Monday, Dec. 16, 1940
Spindizzies
A New York box salesman, a Chicago doctor, a United Air Lines pilot, a Texas polo player, 46 other assorted U. S. citizens gathered in Los Angeles last week to ply their common sport. They were all "spindizzies." Three years ago spindizzy was unknown to the U. S. vernacular. Then Los Angeles' Dooling brothers (Tom, Russ and Hank), who were model-airplane buffs, began to experiment with model autos. They built a miniature automobile, not much larger than a milk bottle, to fit over one of their tiny, 1/4-h.p. internal-combustion airplane engines, tied one end of a piece of wire to the car's inner weight centre, tied the other end to a pole, let the car run in a wide circle.
Soon every mechanically-minded Californian had heard of the terrific speed of the Doolings' doodlebugs. A Fresno real-estate man, Richard Hulse, was so fasciriated that he organized a miniature-auto racing club in his home town, got Manhattan Publisher Charles Penn to give the little buzz-buggies a plug in his national magazine, Model Craftsman. Within 60 days, 40 clubs sprang up.
Today there are some 300 miniature-auto racing clubs in the U. S., some 9,000 enthusiasts (90% adult) who proudly call themselves spindizzies. The pioneering Doolings, who have turned their hobby into a livelihood, now tool out 600 little Doolings a month, have 20-odd competitors.
A spindizzy can buy a ready-made car like the Hiller Comet, cheapest on the market, for $28 (engine & all). Or he may pay up to $175 for a custom-made job. But his little racer, under the rules of the newly organized American Miniature Racing Car Association, cannot be more than 24 inches long. The average miniature is 16 inches long, weighs seven pounds, is made of aluminum castings painted according to its owner's whim. Its tiny, two-cycle motor, wide open, can turn over up to 25,000 revolutions a minute. For fuel, some owners have their own secret formula. But the most commonly used "soups" are over-the-counter concoctions of castor oil, menthenol, alcohol, ether, nitrobenzol and other rapid-burning combustibles. Price per gallon: 75-c- up. The average miniature car runs a mile on two ounces.
Whizzing around a pole (cable racing) is still the most popular form of miniature-auto racing, mainly because it can be managed on any gymnasium, floor or hard tennis court. But the spindizzies who gathered last week in Los Angeles' $3,500 Miniature Speedway were newfangled rail-racing enthusiasts, competing in the first miniature rail-racing championship of the U. S. In rail-racing, far more exciting to watch, cars usually race in threes (against time) around a banked wooden oval, one-sixteenth of a mile in circumference. They cling to the oval's steel rails by means of ball-bearing rollers (attached to the front and rear axles), which fit under the rails' flanges.
With as much awe as if they were at the Indianapolis race track, 2,500 spectators watched last week's championship race. Round & round the little "hot-irons" whirred--motors whining, sputtering, filling the air with the peculiar odor of burning castor oil, dear to the nose of every auto-racing fan. No one has yet been killed on a Tom Thumb speedway, but accidents are not infrequent. Excited spindizzies have been known to get their arms or legs fractured by a whizzing car; tires have blown off into judges' faces; many cars have blown up.
In last week's big race, Roy Richter's Richter Streamliner blew two tires. But when the last heat had been chalked up, Richter's racer had won the championship --at a speed of 67,085 m.p.h.*
"Within a year, miniatures will do better than 100 m.p.h.," predicted the three Dooling brothers.
* In smcwth-floor cable racing, with no rails to cause friction, cars run even faster. Record: 77 m.p.h.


### Work instructions
Return each line of the records with nothing changed, pictures excepted.
─── Input material
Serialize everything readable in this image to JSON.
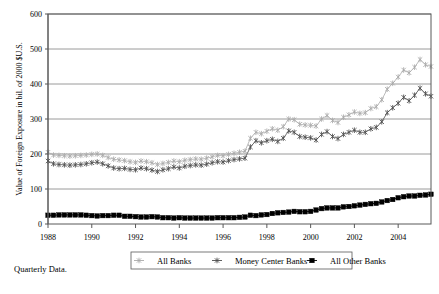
{
  "figure": {
    "caption": "Quarterly Data.",
    "colors": {
      "all_banks": "#A9A9A9",
      "money_center_banks": "#4D4D4D",
      "all_other_banks": "#000000",
      "grid": "#808080",
      "axis": "#595959",
      "background": "#FFFFFF"
    }
  },
  "chart_data": {
    "type": "line",
    "title": "",
    "xlabel": "",
    "ylabel": "Value of Foreign Exposure in bil. of 2000 $U.S.",
    "ylim": [
      0,
      600
    ],
    "yticks": [
      0,
      100,
      200,
      300,
      400,
      500,
      600
    ],
    "ytick_labels": [
      "0",
      "100",
      "200",
      "300",
      "400",
      "500",
      "600"
    ],
    "xlim": [
      1988.0,
      2005.5
    ],
    "xticks": [
      1988,
      1990,
      1992,
      1994,
      1996,
      1998,
      2000,
      2002,
      2004
    ],
    "xtick_labels": [
      "1988",
      "1990",
      "1992",
      "1994",
      "1996",
      "1998",
      "2000",
      "2002",
      "2004"
    ],
    "grid": true,
    "legend_position": "below-center",
    "x": [
      1988.0,
      1988.25,
      1988.5,
      1988.75,
      1989.0,
      1989.25,
      1989.5,
      1989.75,
      1990.0,
      1990.25,
      1990.5,
      1990.75,
      1991.0,
      1991.25,
      1991.5,
      1991.75,
      1992.0,
      1992.25,
      1992.5,
      1992.75,
      1993.0,
      1993.25,
      1993.5,
      1993.75,
      1994.0,
      1994.25,
      1994.5,
      1994.75,
      1995.0,
      1995.25,
      1995.5,
      1995.75,
      1996.0,
      1996.25,
      1996.5,
      1996.75,
      1997.0,
      1997.25,
      1997.5,
      1997.75,
      1998.0,
      1998.25,
      1998.5,
      1998.75,
      1999.0,
      1999.25,
      1999.5,
      1999.75,
      2000.0,
      2000.25,
      2000.5,
      2000.75,
      2001.0,
      2001.25,
      2001.5,
      2001.75,
      2002.0,
      2002.25,
      2002.5,
      2002.75,
      2003.0,
      2003.25,
      2003.5,
      2003.75,
      2004.0,
      2004.25,
      2004.5,
      2004.75,
      2005.0,
      2005.25,
      2005.5
    ],
    "series": [
      {
        "name": "All Banks",
        "marker": "cross-small",
        "color": "#A9A9A9",
        "values": [
          205,
          197,
          196,
          195,
          194,
          195,
          196,
          197,
          199,
          200,
          196,
          190,
          185,
          183,
          181,
          178,
          176,
          180,
          178,
          175,
          170,
          173,
          176,
          180,
          178,
          182,
          184,
          186,
          185,
          188,
          192,
          196,
          195,
          199,
          202,
          205,
          208,
          245,
          262,
          258,
          265,
          272,
          268,
          278,
          300,
          298,
          285,
          283,
          282,
          280,
          300,
          310,
          296,
          290,
          305,
          312,
          320,
          316,
          318,
          330,
          335,
          355,
          385,
          402,
          420,
          440,
          432,
          448,
          470,
          455,
          450
        ]
      },
      {
        "name": "Money Center Banks",
        "marker": "cross-line",
        "color": "#4D4D4D",
        "values": [
          180,
          172,
          170,
          169,
          168,
          169,
          170,
          172,
          175,
          177,
          172,
          166,
          160,
          158,
          159,
          156,
          155,
          160,
          158,
          154,
          150,
          155,
          158,
          163,
          160,
          165,
          167,
          169,
          168,
          171,
          175,
          178,
          177,
          181,
          184,
          186,
          188,
          220,
          238,
          232,
          238,
          242,
          236,
          245,
          266,
          262,
          250,
          248,
          246,
          240,
          256,
          264,
          250,
          244,
          256,
          262,
          268,
          262,
          262,
          272,
          276,
          292,
          318,
          332,
          345,
          362,
          352,
          368,
          388,
          372,
          365
        ]
      },
      {
        "name": "All Other Banks",
        "marker": "square",
        "color": "#000000",
        "values": [
          25,
          25,
          26,
          26,
          26,
          26,
          26,
          25,
          24,
          23,
          24,
          24,
          25,
          25,
          22,
          22,
          21,
          20,
          20,
          21,
          20,
          18,
          18,
          17,
          18,
          17,
          17,
          17,
          17,
          17,
          17,
          18,
          18,
          18,
          18,
          19,
          20,
          25,
          24,
          26,
          27,
          30,
          32,
          33,
          34,
          36,
          35,
          35,
          36,
          40,
          44,
          46,
          46,
          46,
          49,
          50,
          52,
          54,
          56,
          58,
          59,
          63,
          67,
          70,
          75,
          78,
          80,
          80,
          82,
          83,
          85
        ]
      }
    ]
  },
  "legend": {
    "items": [
      {
        "label": "All Banks"
      },
      {
        "label": "Money Center Banks"
      },
      {
        "label": "All Other Banks"
      }
    ]
  }
}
──────
### Result of the task
Serialize everything readable in this image to JSON.
{
  "figure": {
    "caption": "Quarterly Data.",
    "colors": {
      "all_banks": "#A9A9A9",
      "money_center_banks": "#4D4D4D",
      "all_other_banks": "#000000",
      "grid": "#808080",
      "axis": "#595959",
      "background": "#FFFFFF"
    }
  },
  "chart_data": {
    "type": "line",
    "title": "",
    "xlabel": "",
    "ylabel": "Value of Foreign Exposure in bil. of 2000 $U.S.",
    "ylim": [
      0,
      600
    ],
    "yticks": [
      0,
      100,
      200,
      300,
      400,
      500,
      600
    ],
    "ytick_labels": [
      "0",
      "100",
      "200",
      "300",
      "400",
      "500",
      "600"
    ],
    "xlim": [
      1988.0,
      2005.5
    ],
    "xticks": [
      1988,
      1990,
      1992,
      1994,
      1996,
      1998,
      2000,
      2002,
      2004
    ],
    "xtick_labels": [
      "1988",
      "1990",
      "1992",
      "1994",
      "1996",
      "1998",
      "2000",
      "2002",
      "2004"
    ],
    "grid": true,
    "legend_position": "below-center",
    "x": [
      1988.0,
      1988.25,
      1988.5,
      1988.75,
      1989.0,
      1989.25,
      1989.5,
      1989.75,
      1990.0,
      1990.25,
      1990.5,
      1990.75,
      1991.0,
      1991.25,
      1991.5,
      1991.75,
      1992.0,
      1992.25,
      1992.5,
      1992.75,
      1993.0,
      1993.25,
      1993.5,
      1993.75,
      1994.0,
      1994.25,
      1994.5,
      1994.75,
      1995.0,
      1995.25,
      1995.5,
      1995.75,
      1996.0,
      1996.25,
      1996.5,
      1996.75,
      1997.0,
      1997.25,
      1997.5,
      1997.75,
      1998.0,
      1998.25,
      1998.5,
      1998.75,
      1999.0,
      1999.25,
      1999.5,
      1999.75,
      2000.0,
      2000.25,
      2000.5,
      2000.75,
      2001.0,
      2001.25,
      2001.5,
      2001.75,
      2002.0,
      2002.25,
      2002.5,
      2002.75,
      2003.0,
      2003.25,
      2003.5,
      2003.75,
      2004.0,
      2004.25,
      2004.5,
      2004.75,
      2005.0,
      2005.25,
      2005.5
    ],
    "series": [
      {
        "name": "All Banks",
        "marker": "cross-small",
        "color": "#A9A9A9",
        "values": [
          205,
          197,
          196,
          195,
          194,
          195,
          196,
          197,
          199,
          200,
          196,
          190,
          185,
          183,
          181,
          178,
          176,
          180,
          178,
          175,
          170,
          173,
          176,
          180,
          178,
          182,
          184,
          186,
          185,
          188,
          192,
          196,
          195,
          199,
          202,
          205,
          208,
          245,
          262,
          258,
          265,
          272,
          268,
          278,
          300,
          298,
          285,
          283,
          282,
          280,
          300,
          310,
          296,
          290,
          305,
          312,
          320,
          316,
          318,
          330,
          335,
          355,
          385,
          402,
          420,
          440,
          432,
          448,
          470,
          455,
          450
        ]
      },
      {
        "name": "Money Center Banks",
        "marker": "cross-line",
        "color": "#4D4D4D",
        "values": [
          180,
          172,
          170,
          169,
          168,
          169,
          170,
          172,
          175,
          177,
          172,
          166,
          160,
          158,
          159,
          156,
          155,
          160,
          158,
          154,
          150,
          155,
          158,
          163,
          160,
          165,
          167,
          169,
          168,
          171,
          175,
          178,
          177,
          181,
          184,
          186,
          188,
          220,
          238,
          232,
          238,
          242,
          236,
          245,
          266,
          262,
          250,
          248,
          246,
          240,
          256,
          264,
          250,
          244,
          256,
          262,
          268,
          262,
          262,
          272,
          276,
          292,
          318,
          332,
          345,
          362,
          352,
          368,
          388,
          372,
          365
        ]
      },
      {
        "name": "All Other Banks",
        "marker": "square",
        "color": "#000000",
        "values": [
          25,
          25,
          26,
          26,
          26,
          26,
          26,
          25,
          24,
          23,
          24,
          24,
          25,
          25,
          22,
          22,
          21,
          20,
          20,
          21,
          20,
          18,
          18,
          17,
          18,
          17,
          17,
          17,
          17,
          17,
          17,
          18,
          18,
          18,
          18,
          19,
          20,
          25,
          24,
          26,
          27,
          30,
          32,
          33,
          34,
          36,
          35,
          35,
          36,
          40,
          44,
          46,
          46,
          46,
          49,
          50,
          52,
          54,
          56,
          58,
          59,
          63,
          67,
          70,
          75,
          78,
          80,
          80,
          82,
          83,
          85
        ]
      }
    ]
  },
  "legend": {
    "items": [
      {
        "label": "All Banks"
      },
      {
        "label": "Money Center Banks"
      },
      {
        "label": "All Other Banks"
      }
    ]
  }
}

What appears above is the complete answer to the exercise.